The piece is set in 16th century Flanders; it depicts a deceitful, and ultimately unsuccessful, attempt to damage a virtuous woman's reputation.
He was a prolific composer, and among his substantial output his successes such as La fille de Madame Angot and Giroflé-Girofla were interspersed with works that failed to attract the public.
Koning and Lecocq delayed the production until their star soprano, Jeanne Granier, returned to Paris from St Petersburg, where she had been playing a season.
[5] It was generally expected that La Marjolaine would re-open the theatre in September,[6] but instead Kosiki was given another staging, bringing its total performances to more than a hundred.
Act 1 The Place de la Hôtel-de-Ville, Brussels Marjolaine, a simple country girl, once loved and was loved by Frickel, a handsome young clockmaker, but tiring of his three-year absence mending the old clock in Bruges she accepted a proposal of marriage from Palamède, Baron Van der Boom, a rich and elderly bachelor.
Act 3 A villa at Boitsfort, near Brussels The Baron, reduced to poverty by his lost bet, is living alone, with only a dead fowl called George to keep him company.
This little muse of opera buffa, svelte and clear, laughing with silvery directness but without crudity, boldly continues its way towards opera-comique, and it is M. Lecocq who leads her by the hand.
[12]The Paris correspondent of The Era wrote that Lecocq's style moved more and more to that of true opéra comique; he found the libretto very funny but "spicy, not to say smutty, in the extreme".

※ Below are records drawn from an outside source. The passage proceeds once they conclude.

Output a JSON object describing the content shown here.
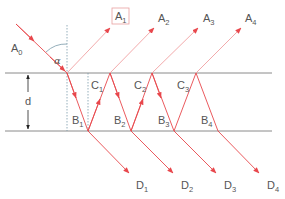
{
  "diagram": {
    "colors": {
      "ray": "#e8474c",
      "ray_faint": "#f0a0a2",
      "surface": "#8a8a8a",
      "normal": "#7a9aaa",
      "text": "#555555",
      "box": "#e8a0a0"
    },
    "labels": {
      "incident": {
        "base": "A",
        "sub": "0"
      },
      "angle": "α",
      "thickness": "d",
      "reflected": [
        {
          "base": "A",
          "sub": "1",
          "boxed": true
        },
        {
          "base": "A",
          "sub": "2"
        },
        {
          "base": "A",
          "sub": "3"
        },
        {
          "base": "A",
          "sub": "4"
        }
      ],
      "upper_points": [
        {
          "base": "C",
          "sub": "1"
        },
        {
          "base": "C",
          "sub": "2"
        },
        {
          "base": "C",
          "sub": "3"
        }
      ],
      "lower_points": [
        {
          "base": "B",
          "sub": "1"
        },
        {
          "base": "B",
          "sub": "2"
        },
        {
          "base": "B",
          "sub": "3"
        },
        {
          "base": "B",
          "sub": "4"
        }
      ],
      "transmitted": [
        {
          "base": "D",
          "sub": "1"
        },
        {
          "base": "D",
          "sub": "2"
        },
        {
          "base": "D",
          "sub": "3"
        },
        {
          "base": "D",
          "sub": "4"
        }
      ]
    }
  }
}
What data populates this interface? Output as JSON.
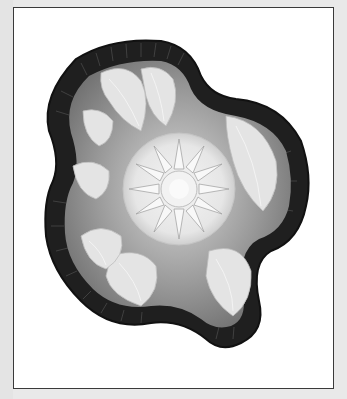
{
  "image": {
    "subject": "carnival glass bowl",
    "alt": "Grayscale photograph of a ruffled-edge cut glass bowl with a central starburst and surrounding acanthus leaf pattern",
    "colors": {
      "page_background": "#e9e9e9",
      "frame_background": "#ffffff",
      "frame_border": "#3a3a3a",
      "rim": "#1e1e1e",
      "glass_mid": "#8a8a8a",
      "leaves": "#e2e2e2",
      "center": "#f0f0f0"
    }
  }
}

[13] His London confrère, reviewing the British premiere, found the piece less risqué, but thought Lecocq's score curiously unequal, the first act much superior to the other two.
[9] The Pall Mall Gazette took a different view of the originality of the plot, finding echoes not only of Cymbeline, but of Fra Diavolo, Linda di Chamounix, and Le Réveillon, the play on which Die Fledermaus was based.